Currently, when a U.S. venture firm sells shares in a private Canadian company, it must file for a Section 116 certificate, which requires the signatures of a fund’s entire limited partner base. It can take up to eight months to receive the certificate, and during that time, 25 percent of a transaction’s gross proceeds are held in escrow. Each U.S. investor must also file Canadian tax returns even though tax is rarely if ever due in Canada. Indeed, Section 116 certificates are not only a major hassle for U.S. investors – they’re also revenue neutral for the Canadian government.
The net result of this obstructionist tax law is that many U.S. investors avoid investing in Canadian companies altogether. Firms like mine, which pursue the highest quality Canadian deals, must create an exchangeable share structure in which we invest in a Delaware Corporation that acts as the parent of the Canadian investment. This expensive workaround costs us dearly, and nothing gets me angrier than when I put money in my lawyers’ pockets instead of my companies’ coffers.

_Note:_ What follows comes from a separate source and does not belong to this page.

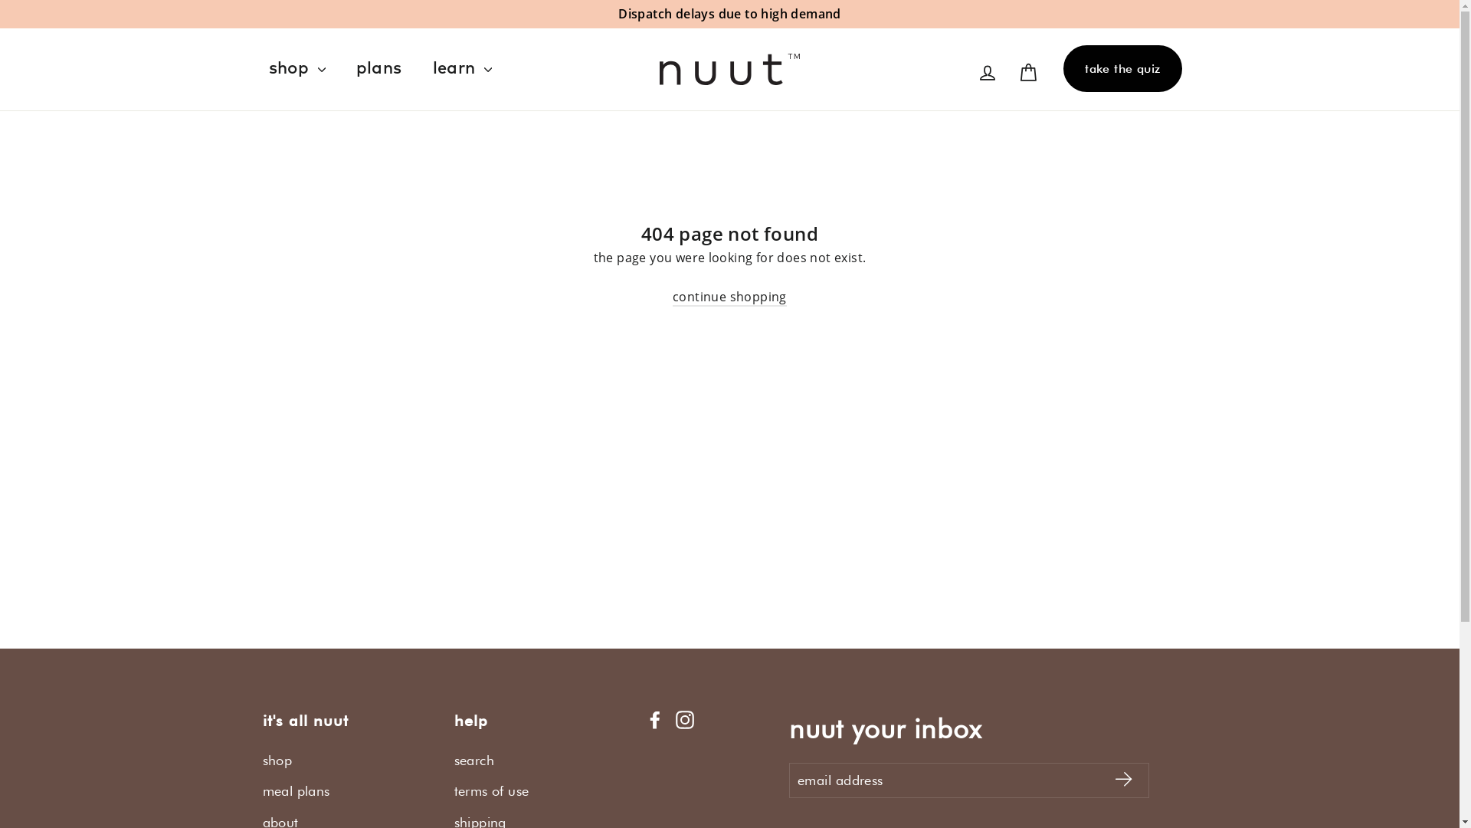 The width and height of the screenshot is (1471, 828). What do you see at coordinates (379, 69) in the screenshot?
I see `plans` at bounding box center [379, 69].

Think I’m exaggerating? GrandBanks Capital’s latest Canadian deal, a $7.5 million Series B financing, will eventually make us a lot of money – but it already made our lawyers rich. The company and investor counsel legal bills totaled over $300,000. It’s hard for U.S. venture capitalists to justify making Canadian investments when meaningless paperwork wipes out over 4% of our capital. At GrandBanks Capital, we’re not afraid of Canada – in fact; we’ve invested in four excellent Canadian companies that have $120 million in paid in capital. But think of how much more capital U.S. investors would put into Canada if it weren’t so damn expensive.

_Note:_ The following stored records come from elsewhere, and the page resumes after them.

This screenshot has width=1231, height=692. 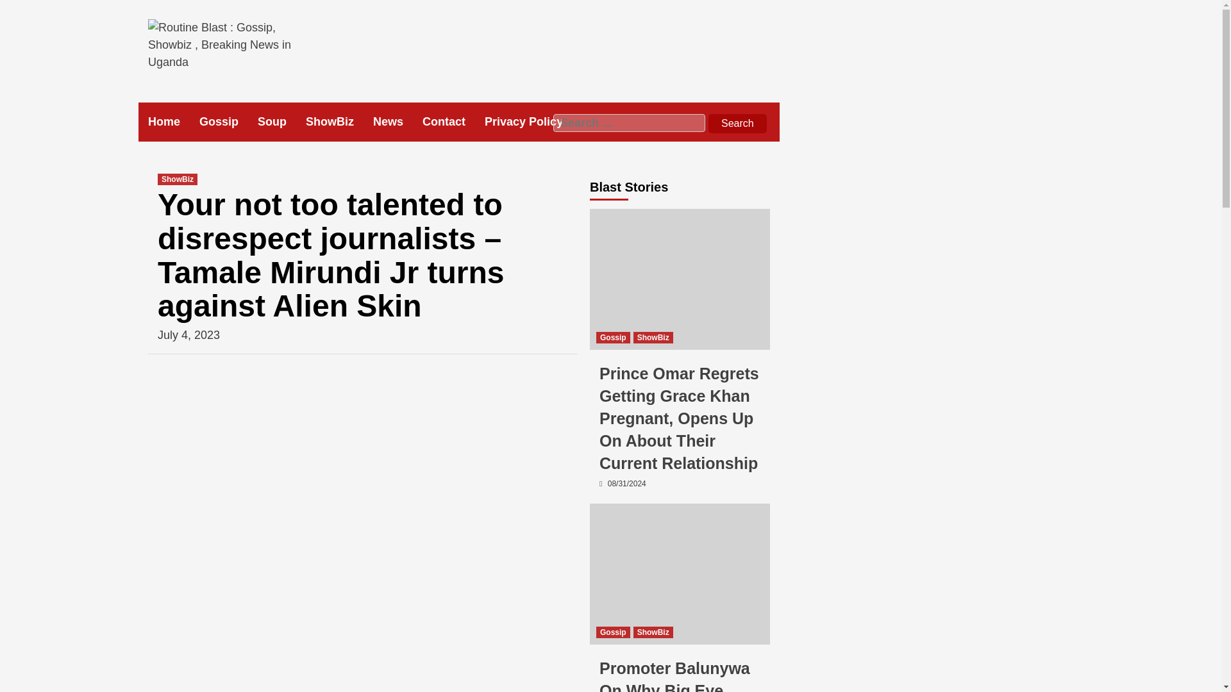 I want to click on Gossip, so click(x=613, y=632).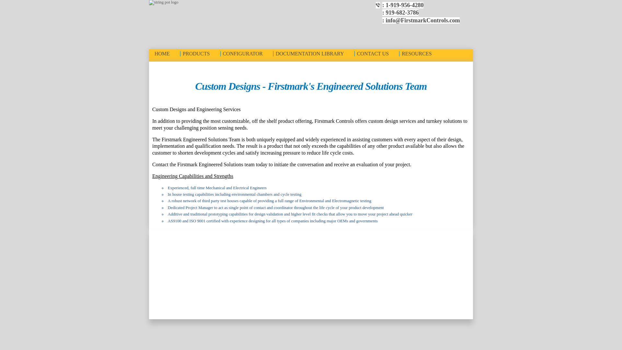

I agree 100% with Stephen Hurwitz, Co-Founder of the North American Venture Capital Summit and a Partner at Choate Hall & Stewart, when he told Canada’s The Globe and Mail newspaper, “Right now the government is presiding over the slow strangulation of this industry.” And although I’ve personally relayed very similar messages to Quebec Premier Jean Charest and Ontario Premier Dalton McGuinty during their trips to Boston, I’m still waiting for them to address the problem that they have created.
While my heart goes out to paperwork processing Canadian bureaucrats, my brain tells me that firing them is necessary. For Canada’s venture capital industry to survive and for entrepreneurial innovation to thrive, the Parliament must eliminate Section 116 certificates, and allow us to invest in the creation of GNP behind talented Canadian entrepreneurs and not to further the pocket books of their lawyer cronies.